Abstract

This publication discloses methods and systems for governed execution proxies that bridge the gap between decision-governed authorization and target systems that cannot implement authorization verification. In one embodiment, a governed execution proxy receives an execution authorization derived from a sealed decision record, performs an authorization verification protocol comprising credential signature validation, condition verification, and invalidation status checking, and upon successful verification translates the authorization into a structured task record in a target system rather than directly executing the authorized action. The proxy enforces a credential isolation boundary where raw authorization credentials are retained within a trusted domain and only derived task metadata crosses to the target system, enabling legacy system integration without exposing credentials across cross- domain trust boundaries. In one embodiment, the governed execution proxy enables legacy enterprise software, manual execution processes, physical equipment, batch processing environments, message-based systems, and API-based services to participate in governed execution without modification, bridging heterogeneous systems through deferred task execution.

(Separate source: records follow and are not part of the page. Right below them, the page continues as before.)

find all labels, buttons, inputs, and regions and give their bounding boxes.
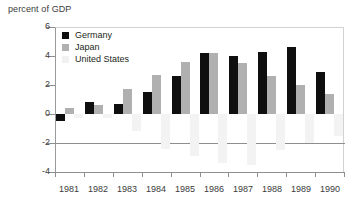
x-tick-label: 1989 <box>286 184 316 194</box>
bar-germany-1986 <box>200 53 209 114</box>
bar-united-states-1981 <box>74 114 83 118</box>
x-tick <box>55 172 56 177</box>
bar-united-states-1985 <box>190 114 199 156</box>
bar-japan-1981 <box>65 108 74 114</box>
y-tick-label: 6 <box>26 22 50 31</box>
legend-swatch-japan <box>62 44 69 51</box>
y-axis-title: percent of GDP <box>8 4 71 14</box>
x-tick-label: 1982 <box>83 184 113 194</box>
bar-japan-1982 <box>94 105 103 114</box>
legend-item-united-states: United States <box>62 54 129 65</box>
x-tick <box>228 172 229 177</box>
y-tick-label: -2 <box>26 138 50 147</box>
bar-japan-1986 <box>209 53 218 114</box>
y-tick-label: 4 <box>26 51 50 60</box>
bar-japan-1985 <box>181 62 190 114</box>
x-tick-label: 1981 <box>54 184 84 194</box>
y-tick-label: -4 <box>26 167 50 176</box>
bar-japan-1988 <box>267 76 276 114</box>
bar-united-states-1989 <box>305 114 314 143</box>
legend-item-germany: Germany <box>62 30 129 41</box>
chart-legend: Germany Japan United States <box>62 30 129 66</box>
x-tick <box>200 172 201 177</box>
bar-united-states-1983 <box>132 114 141 131</box>
bar-united-states-1982 <box>103 114 112 118</box>
legend-swatch-united-states <box>62 56 69 63</box>
bar-germany-1984 <box>143 92 152 114</box>
x-tick-label: 1987 <box>228 184 258 194</box>
bar-united-states-1988 <box>276 114 285 150</box>
x-tick <box>257 172 258 177</box>
x-tick <box>171 172 172 177</box>
x-tick-label: 1985 <box>170 184 200 194</box>
x-tick <box>344 172 345 177</box>
bar-germany-1989 <box>287 47 296 114</box>
bar-japan-1987 <box>238 63 247 114</box>
x-tick-label: 1986 <box>199 184 229 194</box>
bar-germany-1988 <box>258 52 267 114</box>
x-tick-label: 1984 <box>141 184 171 194</box>
bar-japan-1989 <box>296 85 305 114</box>
x-tick-label: 1988 <box>257 184 287 194</box>
bar-united-states-1990 <box>334 114 343 136</box>
legend-label-united-states: United States <box>75 55 129 64</box>
x-tick-label: 1990 <box>315 184 345 194</box>
legend-label-japan: Japan <box>75 43 100 52</box>
bar-germany-1982 <box>85 102 94 114</box>
legend-label-germany: Germany <box>75 31 112 40</box>
x-tick-label: 1983 <box>112 184 142 194</box>
bar-germany-1987 <box>229 56 238 114</box>
bar-japan-1984 <box>152 75 161 114</box>
chart-container: percent of GDP 6420-2-4 1981198219831984… <box>0 0 357 206</box>
x-tick <box>84 172 85 177</box>
bar-united-states-1984 <box>161 114 170 149</box>
bar-germany-1983 <box>114 104 123 114</box>
bar-germany-1981 <box>56 114 65 121</box>
legend-item-japan: Japan <box>62 42 129 53</box>
y-tick-label: 0 <box>26 109 50 118</box>
bar-united-states-1987 <box>247 114 256 165</box>
y-tick-label: 2 <box>26 80 50 89</box>
legend-swatch-germany <box>62 32 69 39</box>
bar-united-states-1986 <box>218 114 227 163</box>
bar-germany-1985 <box>172 76 181 114</box>
bar-japan-1990 <box>325 94 334 114</box>
x-tick <box>286 172 287 177</box>
bar-germany-1990 <box>316 72 325 114</box>
x-tick <box>315 172 316 177</box>
bar-japan-1983 <box>123 89 132 114</box>
x-tick <box>113 172 114 177</box>
x-tick <box>142 172 143 177</box>
zero-line <box>55 143 345 144</box>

In one embodiment, the proxy establishes a commitment boundary at verified acceptance — confirming that the target system has accepted the structured task record before reporting commitment — decoupling the commitment boundary from eventual task completion. In one embodiment, a governed proxy artifact with deferred execution semantics enables temporal constraints on authorization, maintaining the governance chain from decision through authorization through proxy through deferred execution through confirmation. In one embodiment, a fault isolation mechanism protects the authorization verification layer from target system unavailability. The credential isolation and authorization verification techniques disclosed herein intersect with zero trust architecture principles, OAuth token exchange patterns, and policy enforcement point designs, extending those established approaches to govern task record creation across heterogeneous system boundaries. The specific authorization verification protocol, task record format, target system interface, credential isolation mechanism, and fault isolation strategy are not prescribed.

Creative Commons License

Creative Commons License
This work is licensed under a Creative Commons Attribution-Noncommercial-No Derivative Works 4.0 License.